NEW YORK (AP) - Rousing Democrats for their fight to keep the Senate, President Barack Obama mounted a searing critique of the Republican Party on Wednesday, accusing his political foes of thwarting progress on everything from wages to scientific research and climate change.
In what’s become an election-year routine for the president, Obama took the mic at an opulent Manhattan apartment and urged Democrats not to let their party’s tendency to neglect midterm elections hand Republicans a chance to capture the Senate. Such a turn of events would essentially halt his agenda for his final two years in office.
“We have a party on the other side that has been captured by an ideology that says ’no’ to everything,” Obama said, “because they claim to a rigid theory that the only way to grow the economy is for the government to be dismantled.”
In the past, such a bleak description of the Grand Old Party might have been an exaggeration, Obama said, but not anymore. Extending his critique to the Republican approach to winning elections, he charged that the GOP’s “main election strategy is preventing people from voting” - a nod to voter ID laws and other restrictions that Democrats have opposed.
Obama’s pep talk also included a healthy dose of tough love. He said his own party suffers from a “congenital disease” in which its supporters get revved up during presidential years, then fail to show up at the polls for midterm elections, hamstringing the party’s prospects in Congress.
“We have to break that cycle,” Obama told Democratic donors who packed the Upper East Side apartment belonging to Blair Effron. The investment banker and his wife hosted Obama, Senate Majority Leader Harry Reid and a few dozen donors who paid $32,400 for the chance to see the president in person.
The sharp political talk from the president at a pair of Democratic fundraisers came at the halfway point of a two-day jaunt to New York that is bookended by official events - standard fare for Obama, who has visited New York a half-dozen times since winning re-election and headlined fundraisers for Democratic during almost every trip.
Obama started his day with a visit to Tarrytown, just north of New York City, where the rundown Tappan Zee Bridge served as the backdrop for a presidential pitch to Congress to spend more money on the nation’s crumbling roads, hole-ridden bridges and outdated ports - or prepare to lose business and jobs to other countries.
“We’ve got ports that aren’t ready for the next generation of cargo ships,” Obama said, standing before cranes that are helping to build a replacement for the 58-year-old, 3-mile-long Tappan Zee. “We’ve got more than 100,000 bridges that are old enough to qualify for Medicare.”
Obama used the major Hudson River crossing point north of New York and its $3.9 billion replacement project to illustrate a fast-track system he initiated that he said cut the permitting time from five years to 1 1/2 years. Without congressional action, he warned, the Highway Trust Fund that pays for transportation projects will soon run dry.
Republicans cried hypocrisy, blasting Obama for claiming credit for the expedited process while his administration has yet to decide the fate of the proposed Keystone XL pipeline. The GOP is using that up-in-the-air project to bash Democrats ahead of the November elections.
Even as Obama and Republicans sought to bolster their case for the midterms, a whiff of the next key election permeated the air as Obama was introduced in Tarrytown by New York Gov. Andrew Cuomo, who is high on Democrats’ list of potential candidates in 2016.
“We don’t need a ’can’t do’ spirit. We need a ’can do’ spirit. That’s what Gov. Cuomo has,” Obama said, praising the Democrat who could potentially compete against Obama’s vice president or his former secretary of state for the Democratic presidential nomination.
Obama, who was traveling with first lady Michelle Obama, was to spend the night in New York before attending the dedication ceremony Thursday morning for the National September 11 Memorial & Museum at the World Trade Center.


What is being asked :: After removing every image, reproduce the data exactly as it appears.

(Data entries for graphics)
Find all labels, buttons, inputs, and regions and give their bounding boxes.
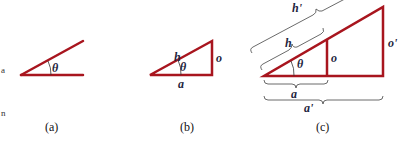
opposite-label: o	[331, 52, 337, 64]
edge-text: a	[1, 66, 5, 75]
figure-canvas	[0, 0, 407, 145]
adjacent-label: a	[291, 88, 297, 100]
panel-caption: (c)	[316, 121, 329, 133]
big-opposite-label: o'	[388, 37, 397, 49]
angle-label: θ	[52, 62, 58, 74]
angle-arc-icon	[291, 61, 294, 76]
panel-c-similar-triangles	[251, 0, 383, 104]
edge-text: n	[1, 109, 6, 118]
brace-big-adjacent-icon	[264, 96, 383, 104]
panel-caption: (a)	[45, 121, 58, 133]
large-triangle	[264, 7, 383, 76]
brace-big-hypotenuse-icon	[251, 0, 379, 53]
panel-caption: (b)	[180, 121, 194, 133]
angle-arc-icon	[48, 61, 51, 75]
big-adjacent-label: a'	[304, 102, 313, 114]
angle-label: θ	[297, 58, 303, 70]
adjacent-label: a	[178, 78, 184, 90]
angle-label: θ	[180, 61, 186, 73]
hypotenuse-label: h	[285, 37, 292, 49]
big-hypotenuse-label: h'	[292, 2, 302, 14]
opposite-label: o	[216, 52, 222, 64]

Task solution ::
Find all labels, buttons, inputs, and regions and give their bounding boxes.
opposite-label: o	[331, 52, 337, 64]
edge-text: a	[1, 66, 5, 75]
figure-canvas	[0, 0, 407, 145]
adjacent-label: a	[291, 88, 297, 100]
panel-caption: (c)	[316, 121, 329, 133]
big-opposite-label: o'	[388, 37, 397, 49]
angle-label: θ	[52, 62, 58, 74]
angle-arc-icon	[291, 61, 294, 76]
panel-c-similar-triangles	[251, 0, 383, 104]
edge-text: n	[1, 109, 6, 118]
brace-big-adjacent-icon	[264, 96, 383, 104]
panel-caption: (a)	[45, 121, 58, 133]
large-triangle	[264, 7, 383, 76]
brace-big-hypotenuse-icon	[251, 0, 379, 53]
panel-caption: (b)	[180, 121, 194, 133]
angle-arc-icon	[48, 61, 51, 75]
big-adjacent-label: a'	[304, 102, 313, 114]
angle-label: θ	[297, 58, 303, 70]
adjacent-label: a	[178, 78, 184, 90]
angle-label: θ	[180, 61, 186, 73]
hypotenuse-label: h	[285, 37, 292, 49]
big-hypotenuse-label: h'	[292, 2, 302, 14]
opposite-label: o	[216, 52, 222, 64]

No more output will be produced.